PHASE · DETECT  ·  03:14 AM · Abqaiq stabilization sector · perimeter nominal.
SCENARIO · ABQAIQ
Operational impact

What measurably changes.

Operator-measured deltas from a three-zone Abqaiq-class pilot, instrumented against the legacy SOC baseline on the same sensor footprint.

90s
Detect → cited response
First sensor return to drafted multi-domain action.
87%
False alarm reduction
Multi-sensor fusion vs. raw per-channel alerts.
1
Operator per zone
Single seat covers what previously took three.
4×
Concurrent vectors resolved
Air, ground, badge, LPR — handled in one queue.
Why it works

Four MESH OS capabilities, composed.

No new layers introduced for perimeter work. The solution is a configuration of the four fixed MESH OS capabilities — and how little they leak into operator attention.

01Perception

Eight feeds. One entity.

Perimeter intrusion, C-UAS RF/radar, badge events, LPR, video — fused per entity in real time. Re-ID survives camera handoffs and zone seams.

02Command AI

Drafts the response. Cites the ROE.

Command AI proposes air and ground tasking, naming the ROE clause that authorizes it. Operator approves, modifies, or rejects. Authority unambiguous.

03Edge-first

Zones hold state when links drop.

Local edge nodes per zone keep perception and decision logic running through uplink loss. On reconnect, edge logs reconcile with central in seconds.

04Sovereign

On-prem, inside the boundary.

Qudra-resident stack. Models, data, infrastructure stay inside the facility's regulatory boundary. Air-gap-capable for sensitive sites.

Deployment

Ten weeks. One zone. Live operations preserved.

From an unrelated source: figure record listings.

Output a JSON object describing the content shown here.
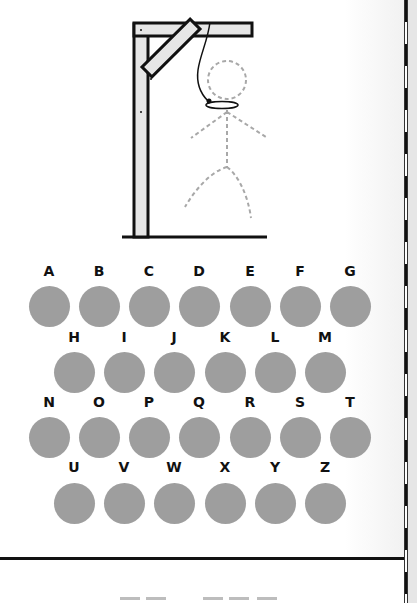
{
  "game": {
    "title": "Hangman",
    "figure": "gallows-with-dashed-stick-figure",
    "colors": {
      "letter_button": "#9e9e9e",
      "letter_text": "#111111",
      "gallows_wood": "#e6e6e6",
      "gallows_outline": "#111111",
      "figure_dashes": "#a8a8a8"
    }
  },
  "keyboard": {
    "rows": [
      [
        "A",
        "B",
        "C",
        "D",
        "E",
        "F",
        "G"
      ],
      [
        "H",
        "I",
        "J",
        "K",
        "L",
        "M"
      ],
      [
        "N",
        "O",
        "P",
        "Q",
        "R",
        "S",
        "T"
      ],
      [
        "U",
        "V",
        "W",
        "X",
        "Y",
        "Z"
      ]
    ]
  },
  "word": {
    "blanks": [
      2,
      3
    ]
  }
}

Abqaiq-class facilities don't turn off for deployment. MESH OS ingests the existing perimeter and C-UAS sensor fleet, runs in shadow, then cuts over one zone at a time.

D · 01Weeks 1–4

Ingest & shadow.

MESH ingests existing perimeter, C-UAS, badge and LPR feeds. Operators run their current workflow; MESH runs in shadow. We instrument the baseline against historical incidents.

D · 02Weeks 5–10

Single-zone cutover.

Crew transitions to the MESH shell with dual-stack backup. Command AI in advisory mode. We tune thresholds against your incident log — including 2006 and 2019 vector patterns.

D · 03Weeks 11+

Site-wide rollout.

Additional zones onboard on the same control tier. Edge nodes roll with sensor refreshes. Authority for autonomous response expands case-by-case under doctrine.

Pilot request

Run a 10-week pilot on one zone.

Deploy in shadow against your existing perimeter and C-UAS fleet. Operators keep their workflow. We instrument the baseline, cut over one zone, and prove the delta against your incident log — including the vectors that matter.